Tuesday, October 18, 2011

Who the Hell Am I?

I am a west Texas born and bred male, raised on football, baseball, guns, church and hard work.  In my mind men were tough, quiet, hard and loyal, we were not taught to be sensitive, caring or nurturing, we were the hard men meant to provide safety and comfort.

I played football, I played baseball, I hunted, I worked in cotton fields, in the oil fields and in construction.  I grew up believing I was the quintessential Texas male, refusing to express fear, doubt or leave the toilet seat in the correct position.  Feelings of softness, gentleness, empathy, or nurturing were not part of what I thought of as masculine, feelings in general were not part of who I wanted be, caring for the sick was not the work of a man, unless of course you were a doctor.

Okay, I admit I had some soft spots.  I fell in love too easily and too often and I cried every time I heard the song, “Rudolph the Red Nosed Reindeer”.  No one would play with him and I felt bad for him, it’s hard being an empathetic male.

In my first and only real career I worked in the business end of the electric utility business for 26 years.  I was great as an independent employee working with customers, I was really very good as a supervisor of people, I was probably less than okay as a captain of industry.

My next to last job with my company was as that captain of industry, a pretty big dog on a very big ship, trying to guide the ship through the turbulent seas of change and greed.  I was always pretty good at inspiring people, at painting a reasonable vision, and understanding an employee’s perspective.  I was never very good at giving bad news, meting out discipline and telling truth to power, not a good recipe for success as a captain of industry.

I successfully guided my various organizations through all of the iterations of the same company and massive changes that has been a significant part of the business climate for the last two decades.  During one of my last performance evaluations my boss told me was that I needed to harder and meaner and less empathetic, more of the classic business guy.  He thought I needed to be freer with criticism, be more hardnosed and more cut throat.
 
I tried that, I really did.  I tried to move past the nurturing part of my DNA, that subjective empathetic part of my personality.  I was a flop.  Invariably when I tried to be a hard ass I was not just an ass, I was also a jerk.  Marty tried to tell me, she tried to tell me that I wasn’t being myself.  I can still hear her telling me to be to be who you are, who you have been, not what they want you to be.

When I left my job in my mind’s eye I still wanted to see myself as a big bad businessman who did business in a hard but fair manner, who treated employees with the bare amount of dignity and drove them to excel.  I still saw myself as a man’s man who could be stern, who had high expectations of everyone, including myself.  Nurturing, taking care of my woman was not on the top of my mind.

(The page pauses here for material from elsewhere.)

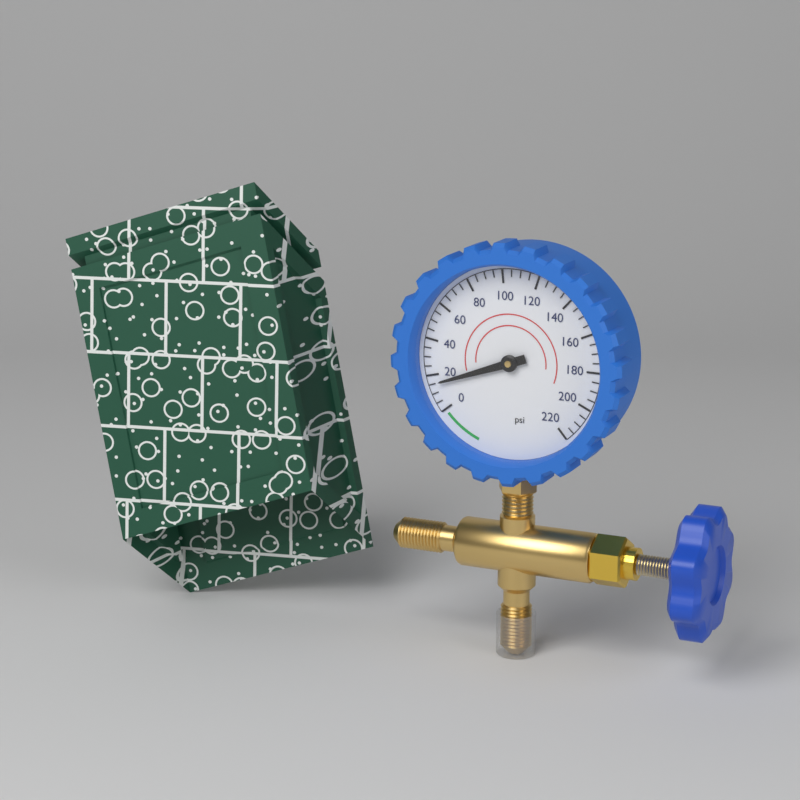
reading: 15 psi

She tried to tell me, over and over again she tried to get me to recognize myself, then she got sick.  Not just a little sick but catastrophically, cataclysmically, death bed kind of sick; the kind of sick that changes the lives around you, the kind of illness that requires care, that requires nurturing, that requires all day, every day care giving by someone who cares.

For a year I pushed back, I couldn’t do this, it wasn’t my calling, it was against my very nature, it was not me.  I was plagued with the anxiety of second guessing and doubt, I was captured by what I thought I should be and more importantly what I thought I wasn’t.  The days of even wanting to be that business man of old, that captain of industry, became lost in the urgency of our new normal life.  My life, my self, wasn’t so much changed as it was discovered by the pressure of reality. 

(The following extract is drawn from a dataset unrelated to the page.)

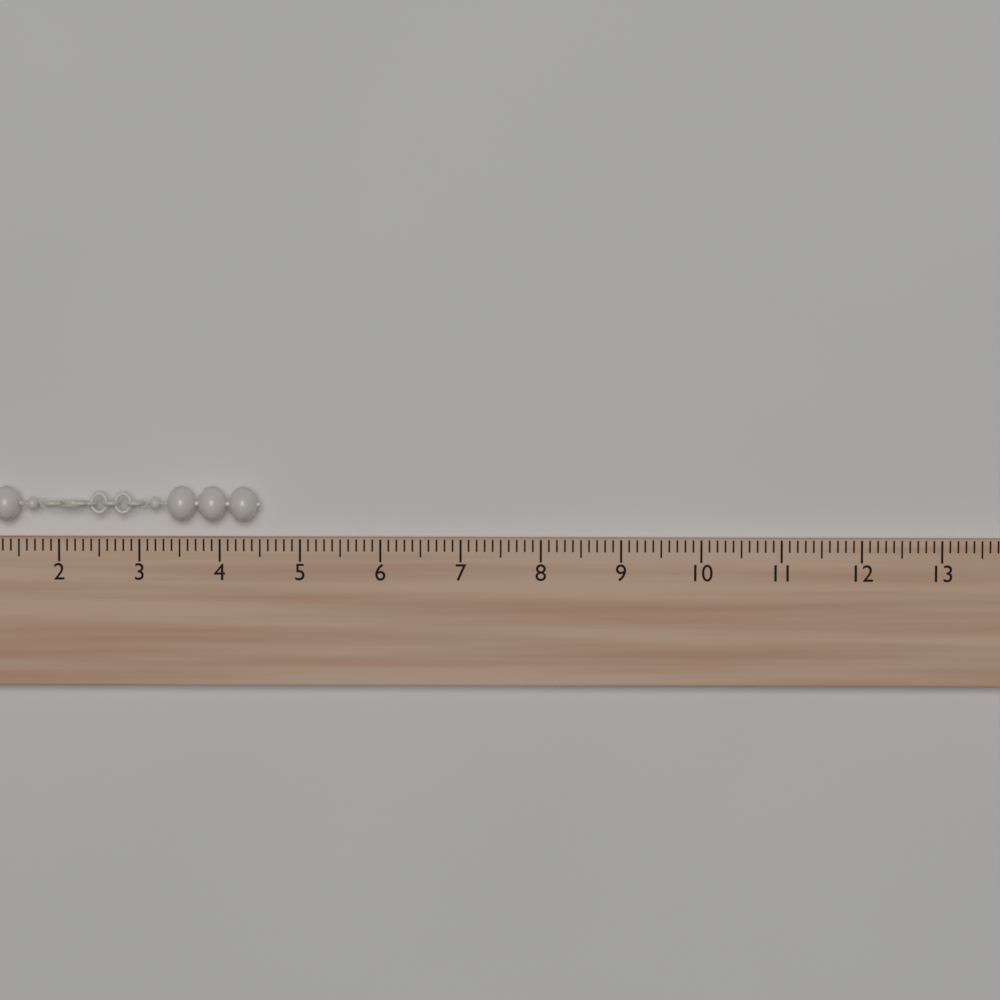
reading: 4.5 (no unit)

Somewhere along our journey, with Marty’s help, I found the guy who cried about Rudolph, the guy who instinctively cared that the other reindeer excluded him.  I discovered that it was okay to be afraid, that it was okay to be tender, that it was honorable to care for those who could no longer care for themselves.  

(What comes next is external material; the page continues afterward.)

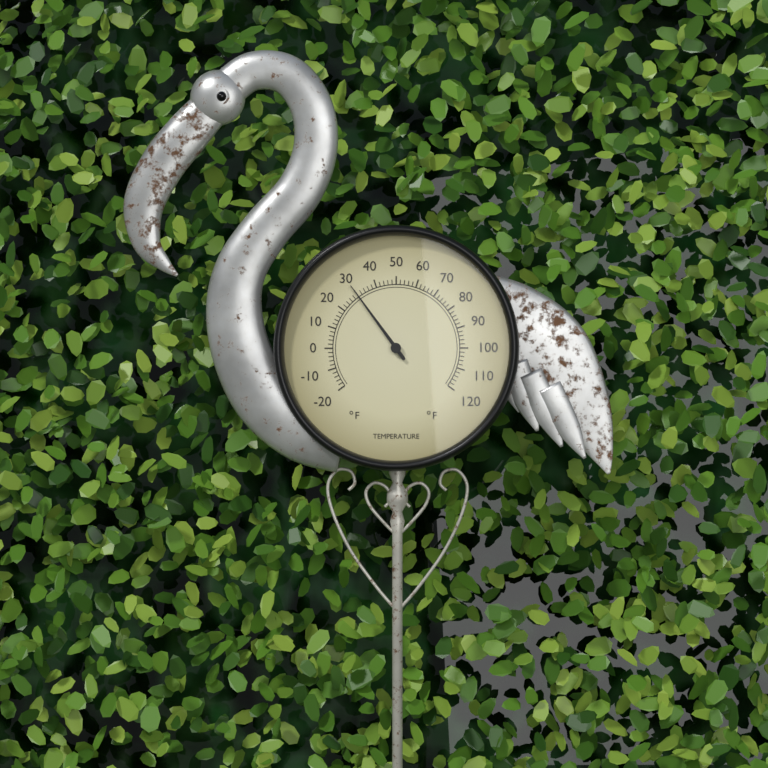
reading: 30 °F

Marty taught me, she showed me who I was, who I could be, what my true calling was.  I chafed against it, I fought against it, but it was what I was meant to do.  Through Marty’s illness, what I was meant to be, found me.  Could I be nurturing, could I conquer my self-doubts for just anyone?  I have no idea,  I don’t have to know that,  I only know that caring for Marty, watching over her is what I was supposed to do, it is what my life was supposed to be.

I always thought that the first sign of maturity was when you realized there was more stuff to know than what you already knew.  I have since come to realize that understanding all that you don’t know is just part of it, somehow you have to start to know who you really are and start living that life, not the one you thought you were or who you wanted to be.  Sometimes we discover somebody completely new.